Once nominations are over, political parties support their candidates regardless of the ideas espoused by those candidates.  Public policy organizations support good ideas, regardless of what candidate advocates them.

Political parties put their focus on getting supporters to vote by the first Tuesday in November.  Policy organizations try to persuade the public in order to have a lasting impact on public policy. They play the long game, working to shift public opinion so ideas become acceptably within the Overton window of opportunity.

Unfortunately, candidates and their political parties are often focused on slapping together platforms that give away candy, ice cream and unicorns in the pursuit of votes.  But policy organizations are in the business of putting together coherent ideas that work and align with their philosophy of governing.

Finally, political parties expect supporters to “circle the wagons,” whatever a candidate’s deficiencies.  Perhaps that’s understandable, given the binary nature of Election Day.

But what happens if a bad idea takes hold?  Sometimes that means calling out wrong ideas, even if they’re coming from a candidate on your side of the electoral divide.

Both of this year’s presidential candidates have worked overtime creating giveaways that would rival a certain Oprah Winfrey show.  It’s all great politics and great show … but lousy policy.

Kamala Harris, of the party more practiced in the art of giveaways, offers new and bigger entitlements (child care, preschool, long term care, and paid leave), price controls (she will decide what grocery prices are too high), more student loan forgiveness (your auto mechanic gets to underwrite your lawyer’s college tuition), and more housing subsidies (which, of course, incentivizes higher housing prices), among other things.

As much as she’s tried to walk back positions she took when first running for president, her platform still appears guided by the words of FDR’s advisor Harry Hopkins:  “We shall tax and tax, and spend and spend, and elect and elect.”

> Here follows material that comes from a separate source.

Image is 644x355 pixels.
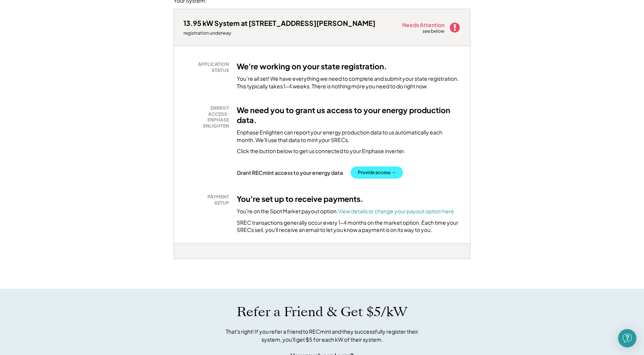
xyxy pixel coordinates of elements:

Donald Trump is more targeted.  Instead of new programs he offers new tax proposals, aimed not at stimulating growth, as his first term plans did, but targeting key constituencies.  Among them are eliminating taxes on tips (appealing to tipped workers in the key state of Nevada), ending taxes on Social Security (older Americans), creating a deduction for auto loan interest (Michigan auto workers), ending the limit on the state and local tax deduction (upper middle class and blue state voters), and eliminating the tax on overtime pay (union workers).  There’s little pro-growth rationale for a package like this.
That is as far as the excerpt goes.